If the police ransacked Hacienda Hogan they wouldn’t find anything that would get me locked up. Sure, there’s some cerveza, but I write sober. And still I make incredible typos.
What is a gonzo Chicano science fiction writer? People probably imagine me sprinkling genetically engineered peyote powder on my Cheerios before I go out in my low rider hovercraft to cruise the barrio in search of virgins to sacrifice to Tezcatlipoca with electrified accordion psychedelic cumbias a-blasting. Maybe some even believe it.
Still, drugs and Xochipilli, the god of mind-altering substances, have not been totally absent from my life—after all I came of age during the Seventies, in Southern California, when you needed a gas mask to avoid the coke and pot in the air. It was part of what was happening, man! And as a writer, I felt it was my duty to be hip to what was going on, so I could write about it.
I was what we used to call a social drug user. At parties and other gatherings of long-haired, freaky people, funny cigarettes and pipes would be passed around . . . in pre-Star Wars fandom, the stairwells of convention hotels would fill up with smoke.
But I digress . . .
I have to admit that pot, grass, weed, what we called cannabis back then, was fun. But it was me hoping that marijuana (or mariguana, as the Spanish-language press spells it) would make the conversations more interesting. Without the “dope” most of those events would have been dull.
After a while, I realized that instead of bringing others up to my level, it was dragging me down to theirs.
But that wasn’t why I gave it up.
One night, over at a friend’s house, I took a few tokes. I assumed it was good ol’ pot, but there was something different this time. I got this buzzing–WAAAAH! . . .WAAAAH! . . . WAAAAH!--going through my head. Things started to look different–focus and colors looked weird. Then I started puking my guts out. Must have been somekinda unidentified psychedelic whatchcallit mixed in. That was the thing about illegal drugs–you never knew what you were really getting. Also, I seemed to be disconnected from my body, could barely talk, and walking was . . . those several puke-runs to the toilet were . . . interesting. They eventually gave me something with opium in it, and I slept it off.

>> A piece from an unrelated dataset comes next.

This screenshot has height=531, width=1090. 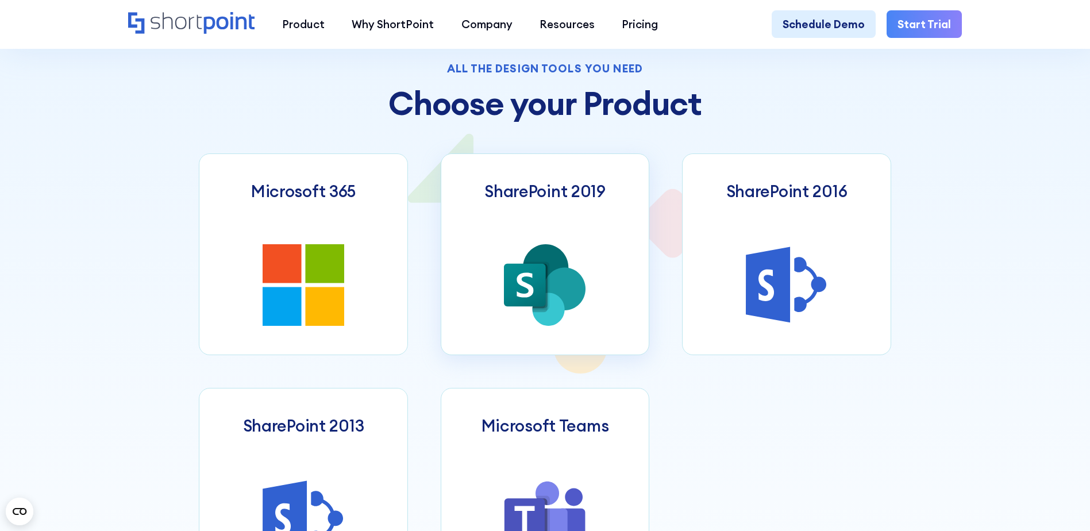 I want to click on div: Product, so click(x=303, y=24).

It was the classic bad trip I had heard so much about. I didn’t really want to go through it again.
Also, I was going through a lot at the time, realizing that if I’m going to do the creative stuff that I do, I absolutely had to keep my brain and body in good condition. I decided to give it up.
By it I mean the stuff with laws against it.
It was pretty easy, I just started saying no when it was offered.
Nancy Reagan would have been proud.
Besides, the times I tried cocaine–which made me feel good and so self-confident that I committed a crime someone asked me to (I see how it could mess up your life)--and speed (which was like coke, but not as pleasant) I wasn’t left hungering for more.
And I had done enough research in that area. Sorry Xochipilli, but you don't get to eat my brain.
But then, there was another drug, however, that I did not give up for another decade or so . . .
To be continued!
“If Hunter S Thompson and Alfred Bester had a Chicano child, it would be this.” -- Dave Hutchinson
“Sometimes I read it front to back sometimes back to front. Sometimes I just drop down in the middle of it it and read anywhere. It's a great book.” – Misha Nogha
“. . . each of you with a wild mind and a cerveza or two under your belt should immediately buy it and see what truly imaginative, ALIVE, literature can be . . .” -- Arlan Andrews
". . . trailblazing, damn amazing . . . Vintage Gonzo Chicano SF" -- Saladin Ahmed.